Fonterra, one of New Zealand’s largest dairy co-ops, recently opened a new farming hub which is capable of farming up to 30,000 cows, in Ying County in Eastern China.
Once fully operational, the hub will farm up to 30,000 cows, of which 16,000 will be milking cows, New Zealand’s Food Safety Minister, Jo Goodhew, said.
“Across the Hub’s three farms almost 400 local people have been employed and around 85% of the farm feed is sourced locally.
“All of this work represents a massive opportunity to boost the local economy and enable important social development outcomes,” Minister Goodhew said.
Opening of the hub complements other activity in the area, according to the New Zealand minister, that will boost local capability and the local economy.
As a result of Fonterra’s farmer training programme in collaboration with the Chinese government and farming industry, more than 1,000 local farmers have been trained in areas such as modern scale farming management, cattle breeding and disease control.
Fonterra In China
Earlier this year, at the announcement of its interim results, Fonterra said that it’s goal is to be producing one billion litres every year in China by 2018.
The co-op said that it currently has two farms milking in the Hebei Province near Beijing and another three under development, which led the co-op to say that it’s on the right track.
The New Zealand dairy co-op built its first farm, Tangshan Fonterra Farm, in 2007 as a pilot, to see if the co-op could produce New Zealand standard milk, locally.
Since then, the herd has doubled in size and the average production per cow has increased by 30%, it says.
Today, the farm is producing around 28m litres of the country’s highest quality milk every year.
The plan is that when complete, these farms will milk about 15,000 cows and produce 150m litres of fresh milk every year, right on the doorstep of Beijing. Fonterra aims to have 1 billion litres of milk coming from its farms by the end of 2018.
Herds on the Fonterra farms in China are housed in barns and milked three times a day, with the average cow produces around 34L of milk a day.
Chinese consumption, Fonterra maintains will double over the next eight years and it intends to be in a position to supply that demand.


Instructions for the task: Each line that includes "label" must be copied from the records.

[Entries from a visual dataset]
******************************

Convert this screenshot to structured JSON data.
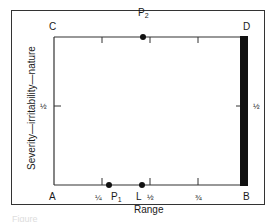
{
  "figure": {
    "corners": {
      "top_left": "C",
      "top_right": "D",
      "bottom_left": "A",
      "bottom_right": "B"
    },
    "x_axis": {
      "label": "Range",
      "ticks": [
        "¼",
        "½",
        "¾"
      ]
    },
    "y_axis": {
      "label": "Severity—irritability—nature",
      "left_tick": "½",
      "right_tick": "½"
    },
    "points": [
      {
        "name": "P",
        "subscript": "1",
        "position": "bottom edge, just right of ¼"
      },
      {
        "name": "L",
        "subscript": "",
        "position": "bottom edge, just left of ½"
      },
      {
        "name": "P",
        "subscript": "2",
        "position": "top edge, just left of ½"
      }
    ],
    "caption": "Figure"
  },
  "colors": {
    "line": "#333333",
    "bar": "#111111",
    "background": "#ffffff"
  }
}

******************************

Result of the exercise:
      "label": "Range",
      "label": "Severity—irritability—nature",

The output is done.